For IT security organizations, the biggest payoff from the BSC comes from organizational alignment with the business units and a concrete method for demonstrating the value added by the security. The Balanced Scorecard and its creation of a shared language between IT and its business unit customers enable the emergence of a strategy-focused IT organization. Giga believes that by adopting the BSC approach, security organizations can significantly improve relations with the business units and close the gap between how security views itself and how business managers view it.

In a November 2002 Harvard Business Review article, Six IT Decisions Your IT People Shouldnt Make, the authors, Jeanne W. Ross and Peter Weill, research scientists at the Center for Information Systems Research at the Massachusetts Institute of Technologys Sloan School of Management, demonstrated that successful companies set their IT budgets by first determining the strategic role that IT will play in the organization, then establishing a companywide funding level that will enable technology to fulfill that objective.

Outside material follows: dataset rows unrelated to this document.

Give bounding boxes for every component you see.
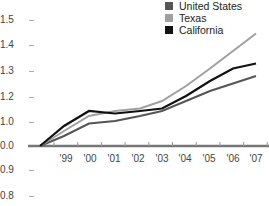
legend-label: California (179, 24, 223, 36)
x-tick-label: '01 (107, 153, 120, 164)
legend-label: United States (179, 0, 242, 12)
legend: United States Texas California (165, 0, 242, 36)
x-tick-label: '00 (83, 153, 96, 164)
x-tick-label: '06 (226, 153, 239, 164)
y-tick (29, 71, 34, 72)
y-tick-label: 1.0 (0, 117, 14, 127)
x-tick-label: '05 (202, 153, 215, 164)
legend-item-united-states: United States (165, 0, 242, 12)
x-tick-label: '07 (249, 153, 262, 164)
line-texas (40, 34, 256, 147)
x-tick-label: '04 (178, 153, 191, 164)
legend-label: Texas (179, 12, 206, 24)
x-tick-label: '02 (131, 153, 144, 164)
x-tick-label: '03 (155, 153, 168, 164)
y-tick-label: 0.0 (0, 141, 14, 151)
y-tick-label: 0.9 (0, 165, 14, 175)
y-tick-label: 1.5 (0, 15, 14, 25)
legend-swatch-icon (165, 26, 173, 34)
y-tick-label: 0.8 (0, 191, 14, 201)
y-tick-label: 1.4 (0, 40, 14, 50)
y-tick (29, 97, 34, 98)
y-tick (29, 196, 34, 197)
y-tick (29, 170, 34, 171)
legend-item-california: California (165, 24, 242, 36)
y-tick (29, 45, 34, 46)
y-tick-label: 1.2 (0, 92, 14, 102)
legend-swatch-icon (165, 14, 173, 22)
y-tick (29, 20, 34, 21)
y-tick (29, 122, 34, 123)
legend-swatch-icon (165, 2, 173, 10)
x-tick-label: '99 (59, 153, 72, 164)
y-tick-label: 1.3 (0, 66, 14, 76)
legend-item-texas: Texas (165, 12, 242, 24)
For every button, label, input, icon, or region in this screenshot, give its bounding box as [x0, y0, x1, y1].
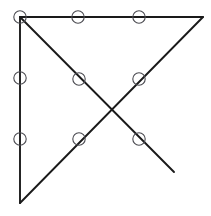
node-descending-lower: [133, 133, 145, 145]
geometric-figure-canvas: [0, 0, 211, 216]
descending-diagonal-line: [20, 17, 174, 172]
lines-group: [20, 17, 203, 203]
node-descending-upper: [73, 73, 85, 85]
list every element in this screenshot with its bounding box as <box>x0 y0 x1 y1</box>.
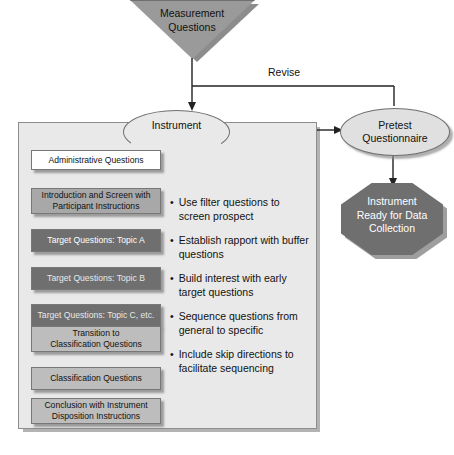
sequence-box-line: Classification Questions <box>50 339 142 350</box>
bullet-icon: • <box>170 272 174 299</box>
instrument-ready-line3: Collection <box>341 222 443 236</box>
guideline-item: •Include skip directions to facilitate s… <box>170 348 310 375</box>
pretest-questionnaire-label: Pretest Questionnaire <box>362 119 427 146</box>
design-guidelines-list: •Use filter questions to screen prospect… <box>170 196 310 386</box>
guideline-text: Include skip directions to facilitate se… <box>179 348 310 375</box>
bullet-icon: • <box>170 310 174 337</box>
sequence-box-label: Administrative Questions <box>48 155 143 166</box>
sequence-box: Introduction and Screen withParticipant … <box>31 188 161 214</box>
sequence-box-line: Target Questions: Topic C, etc. <box>38 310 155 321</box>
sequence-box-line: Administrative Questions <box>48 155 143 166</box>
instrument-ready-line1: Instrument <box>341 195 443 209</box>
guideline-text: Sequence questions from general to speci… <box>179 310 310 337</box>
sequence-box-line: Disposition Instructions <box>44 411 147 422</box>
guideline-item: •Sequence questions from general to spec… <box>170 310 310 337</box>
sequence-box: Classification Questions <box>31 367 161 390</box>
sequence-box-label: Introduction and Screen withParticipant … <box>42 190 151 212</box>
sequence-box-line: Target Questions: Topic B <box>47 273 145 284</box>
guideline-item: •Use filter questions to screen prospect <box>170 196 310 223</box>
guideline-item: •Establish rapport with buffer questions <box>170 234 310 261</box>
instrument-design-line1: Instrument <box>152 119 202 133</box>
bullet-icon: • <box>170 234 174 261</box>
sequence-box-line: Classification Questions <box>50 373 142 384</box>
sequence-box: Administrative Questions <box>31 150 161 170</box>
sequence-box-label: Target Questions: Topic B <box>47 273 145 284</box>
sequence-box-line: Introduction and Screen with <box>42 190 151 201</box>
pretest-line1: Pretest <box>362 119 427 133</box>
sequence-box-line: Transition to <box>50 328 142 339</box>
diagram-canvas: Measurement Questions Revise Instrument … <box>0 0 454 455</box>
sequence-box: Target Questions: Topic B <box>31 267 161 290</box>
guideline-text: Use filter questions to screen prospect <box>179 196 310 223</box>
sequence-box-line: Target Questions: Topic A <box>47 235 144 246</box>
sequence-box: Transition toClassification Questions <box>31 326 161 352</box>
revise-arrow-label: Revise <box>268 66 300 78</box>
instrument-ready-label: Instrument Ready for Data Collection <box>341 195 443 236</box>
pretest-line2: Questionnaire <box>362 132 427 146</box>
sequence-box-line: Participant Instructions <box>42 201 151 212</box>
instrument-ready-node: Instrument Ready for Data Collection <box>341 183 447 259</box>
sequence-box-label: Conclusion with InstrumentDisposition In… <box>44 400 147 422</box>
sequence-box: Target Questions: Topic C, etc. <box>31 304 161 327</box>
bullet-icon: • <box>170 196 174 223</box>
sequence-box-label: Target Questions: Topic A <box>47 235 144 246</box>
sequence-box-label: Classification Questions <box>50 373 142 384</box>
sequence-box-label: Target Questions: Topic C, etc. <box>38 310 155 321</box>
guideline-text: Establish rapport with buffer questions <box>179 234 310 261</box>
instrument-ready-line2: Ready for Data <box>341 209 443 223</box>
guideline-item: •Build interest with early target questi… <box>170 272 310 299</box>
guideline-text: Build interest with early target questio… <box>179 272 310 299</box>
bullet-icon: • <box>170 348 174 375</box>
sequence-box: Conclusion with InstrumentDisposition In… <box>31 398 161 424</box>
sequence-box-label: Transition toClassification Questions <box>50 328 142 350</box>
pretest-questionnaire-node: Pretest Questionnaire <box>340 108 450 156</box>
sequence-box: Target Questions: Topic A <box>31 229 161 252</box>
sequence-box-line: Conclusion with Instrument <box>44 400 147 411</box>
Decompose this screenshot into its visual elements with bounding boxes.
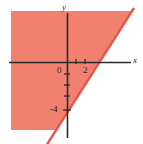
graph-canvas <box>0 0 143 144</box>
y-tick-label-neg4: -4 <box>50 105 58 114</box>
linear-inequality-figure: y x 0 2 -4 <box>0 0 143 144</box>
origin-label: 0 <box>57 66 62 75</box>
shaded-solution-region <box>11 11 132 144</box>
x-tick-label-2: 2 <box>83 66 88 75</box>
y-axis-label: y <box>62 3 66 12</box>
region-fill <box>11 11 132 144</box>
x-axis-label: x <box>133 56 137 65</box>
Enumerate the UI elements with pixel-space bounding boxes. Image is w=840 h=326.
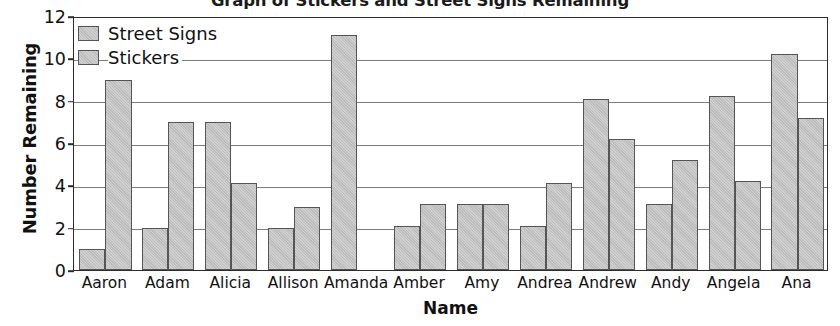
bar-ana-street-signs xyxy=(771,54,797,270)
bar-amy-street-signs xyxy=(457,204,483,270)
legend-swatch-icon xyxy=(78,26,99,41)
bar-aaron-street-signs xyxy=(79,249,105,270)
x-axis-label-amber: Amber xyxy=(393,274,444,292)
bar-allison-stickers xyxy=(294,207,320,271)
bar-andrea-street-signs xyxy=(520,226,546,270)
x-axis-title: Name xyxy=(73,298,828,318)
bar-andy-stickers xyxy=(672,160,698,270)
legend-swatch-icon xyxy=(78,50,99,65)
x-axis-label-amy: Amy xyxy=(465,274,500,292)
x-axis-label-aaron: Aaron xyxy=(82,274,127,292)
x-axis-label-adam: Adam xyxy=(145,274,190,292)
bar-aaron-stickers xyxy=(105,80,131,271)
legend-item-stickers: Stickers xyxy=(78,46,220,69)
bar-angela-street-signs xyxy=(709,96,735,270)
x-axis-label-andrew: Andrew xyxy=(579,274,638,292)
bar-amber-street-signs xyxy=(394,226,420,270)
x-axis-label-andy: Andy xyxy=(651,274,690,292)
y-axis-tick-label: 10 xyxy=(0,49,66,69)
y-axis-tick-label: 4 xyxy=(0,176,66,196)
y-axis-tick-label: 8 xyxy=(0,92,66,112)
bar-adam-street-signs xyxy=(142,228,168,270)
bar-amanda-street-signs xyxy=(331,35,357,270)
bar-allison-street-signs xyxy=(268,228,294,270)
bar-adam-stickers xyxy=(168,122,194,270)
legend-label: Stickers xyxy=(108,49,182,67)
bar-chart-figure: Graph of Stickers and Street Signs Remai… xyxy=(0,0,840,326)
legend-label: Street Signs xyxy=(108,25,220,43)
legend-item-street-signs: Street Signs xyxy=(78,22,220,45)
x-axis-label-alicia: Alicia xyxy=(210,274,252,292)
x-axis-label-andrea: Andrea xyxy=(517,274,572,292)
bar-ana-stickers xyxy=(798,118,824,270)
bar-amy-stickers xyxy=(483,204,509,270)
chart-title: Graph of Stickers and Street Signs Remai… xyxy=(0,0,840,10)
bar-andrew-street-signs xyxy=(583,99,609,270)
bar-andrea-stickers xyxy=(546,183,572,270)
y-axis-tick-label: 2 xyxy=(0,219,66,239)
y-axis-tick-label: 0 xyxy=(0,261,66,281)
bar-andy-street-signs xyxy=(646,204,672,270)
bar-amber-stickers xyxy=(420,204,446,270)
x-axis-label-amanda: Amanda xyxy=(324,274,388,292)
x-axis-label-ana: Ana xyxy=(782,274,812,292)
bar-alicia-stickers xyxy=(231,183,257,270)
chart-legend: Street SignsStickers xyxy=(78,22,220,70)
x-axis-label-angela: Angela xyxy=(707,274,761,292)
y-axis-tick-label: 6 xyxy=(0,134,66,154)
x-axis-label-allison: Allison xyxy=(268,274,319,292)
y-axis-tick-label: 12 xyxy=(0,7,66,27)
bar-alicia-street-signs xyxy=(205,122,231,270)
bar-angela-stickers xyxy=(735,181,761,270)
bar-andrew-stickers xyxy=(609,139,635,270)
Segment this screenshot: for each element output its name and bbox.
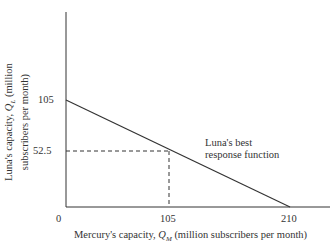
y-axis-title: Luna's capacity, QL (million subscribers…: [3, 47, 31, 197]
origin-label: 0: [56, 213, 61, 224]
y-tick-52-5: 52.5: [33, 145, 51, 156]
curve-label: Luna's best response function: [205, 137, 279, 161]
y-tick-105: 105: [38, 94, 54, 105]
x-tick-105: 105: [160, 213, 176, 224]
x-axis-title: Mercury's capacity, QM (million subscrib…: [74, 229, 307, 243]
x-tick-210: 210: [281, 213, 297, 224]
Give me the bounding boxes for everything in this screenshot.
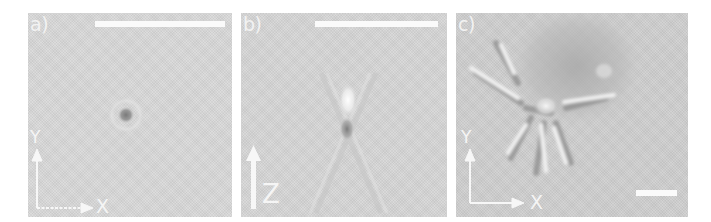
axis-label-y: Y — [461, 129, 471, 146]
scale-bar — [315, 21, 438, 27]
xy-axes-icon — [465, 149, 524, 208]
xy-axes-icon — [32, 149, 93, 213]
panel-c: c) Y X — [456, 13, 688, 217]
axis-label-z: Z — [262, 181, 280, 207]
panel-a: a) Y X — [28, 13, 232, 217]
cell-core — [533, 95, 559, 117]
bright-spot — [339, 83, 357, 117]
axis-label-x: X — [530, 193, 543, 212]
z-axis-arrow-icon — [246, 145, 261, 209]
particle-spot — [117, 106, 135, 124]
axis-label-x: X — [96, 197, 109, 216]
panel-label-c: c) — [458, 13, 475, 35]
axis-label-y: Y — [30, 129, 40, 146]
panel-label-b: b) — [243, 13, 261, 35]
scale-bar — [95, 21, 225, 27]
panel-b: b) Z — [241, 13, 447, 217]
panel-a-image — [28, 13, 232, 217]
panel-label-a: a) — [30, 13, 48, 35]
panel-c-image — [456, 13, 688, 217]
scale-bar — [636, 190, 677, 196]
dark-spot — [339, 116, 355, 142]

Since the first step in implementing a Balanced Scorecard starts with strategy, it follows that this can be an effective method for aligning security with that strategy.

The Balanced Scorecard approach to measurement and management was first introduced in a Harvard Business Review article, The Balanced Scorecard: Measures that drive performance, written by Robert S. Kaplan and David P. Norton in 1992. It was later expanded as a book, Translating Strategy into Action: The Balanced Scorecard in 1996. The Balanced Scorecard balances measurements across four dimensions, or views of business: the financial, internal processes, the customer, and learning & growth.

The original BSC approach was built around four dimensions. These included the traditional financial dimension and three others: the customer dimension, the internal process dimension and the learning and growth dimension. In recent years, some implementers have substituted or added additional dimensions, or perspectives, that better reflect their overall vision and strategy or include constituencies that the original approach left out, such as employees, suppliers and regulators. For example, four dimensions that may be suitable for a security department or chief security officer may be reflected in Table 1.

Table 1: The Four Security Perspectives
Customer Orientation How should employees, business unit managers and external users perceive security? Mission: To be the supplier of choice for all security requirements Objectives:
  • User satisfaction
  • Alignment with the business
  • Service-level performance
  • Business Value How should senior management perceive security as a contributor to company success? Mission: To enable business strategies through the effective application of security. Objectives:
  • Buisness value of security initiatives
  • Stewardship of security investments
  • Strategic contribution
  • Operational Excellence Which services and processes should security excel in? Mission: To deliver effective services at or below budget and service-level objectives Objectives:
  • Optimize efficiency & effectiveness
  • Enterprise architecture evolution
  • Promote partnerhips throughout business units
  • Responsiveness
  • Awareness & Growth Orientation How will security promote growth and learning to better meet corporate goals? Mission: To facilitate awareness of secure behaviors, and promote grass-roots partnerships with security Objectives:
  • Employee knowledge and effectiveness
  • Security staff professional growth
  • Emerging technology research
  • Source: Giga Information Group

    For each of the views, the security manager and others can measure the number of contributions or actions toward each of the respective objectives. One may also measure the costs or efforts associated with each, projected vs. actual budgets, improved service levels, and the TEI” or Total Economic Impact of each.

    In the new and pressing quest to articulate the value of IT security to the business, the Balanced Scorecard may be one of the most useful tools at our disposal.